A needle-free universal vaccine may soon be on the horizon. Scientists have successfully run the first trial, which showed the vaccine can safely elicit an immune response to several viruses. But more research is needed before it’s approved for widespread use, so larger trials are now planned.
How was the vaccine developed? This is the first human-tested inoculation in which the active component was designed by computer simulations, according to a study published in the Journal of Infection. The vaccine has an AI-created “super-antigen,” a “protein that mimics shared features across multiple coronaviruses, rather than targeting a single specific strain, which can trigger the body’s immune system to fight a broad array of pathogens,” said Euronews.
“Viruses like influenza, coronaviruses and the Ebola group are evolving continuously, and by the time vaccines are rolled out, they may be poorly matched,” said the study’s chief investigator, Saul Faust, in a news release. But this new universal vaccine is “future-proofed,” as it not only protects “against many variants simultaneously” but also “potentially against related viruses that haven’t yet emerged.”

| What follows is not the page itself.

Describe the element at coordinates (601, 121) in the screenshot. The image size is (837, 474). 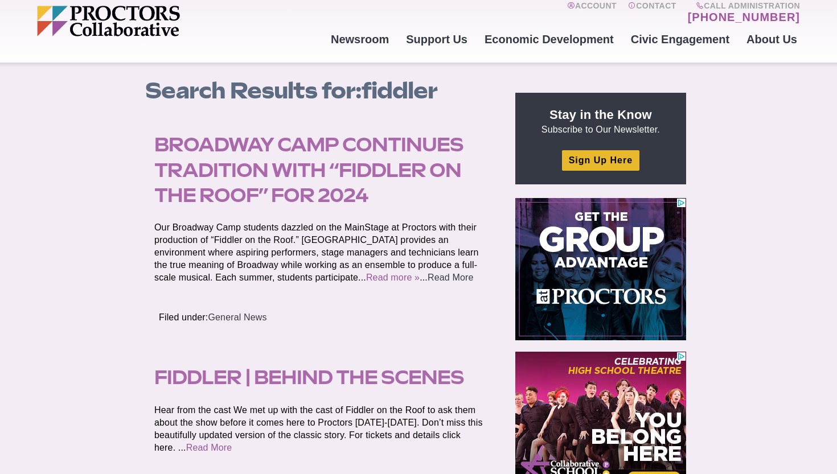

The vaccine is needle-free, administered through a microfluidic jet that “uses a high-pressure, hair-thin stream of liquid to push vaccine blueprints directly into skin cells,” said Sky News. Without needles, it has greater “global applicability,” said Euronews. And it doesn’t have to be kept as cold as traditional vaccines, making it “well-suited for use in low- and middle-income countries.”
Is it effective on humans? The vaccine has already shown promise in humans. In the first clinical trial, it was “well tolerated at all four doses with no significant safety concerns elicited,” said the study. It also “triggered immune responses in the volunteers not only to SARS-CoV-2 and SARS” but also to “related bat viruses that could potentially jump from animals to humans and cause future pandemics,” said the release.
However, the “magnitude of the response was limited and did not increase predictably with higher doses,” though this is likely influenced by prior Covid-19 exposure and vaccination history among participants, said the study. A larger Phase 2 trial will “assess the vaccine’s ability to induce immune responses in a wider and more diverse population,” said the release.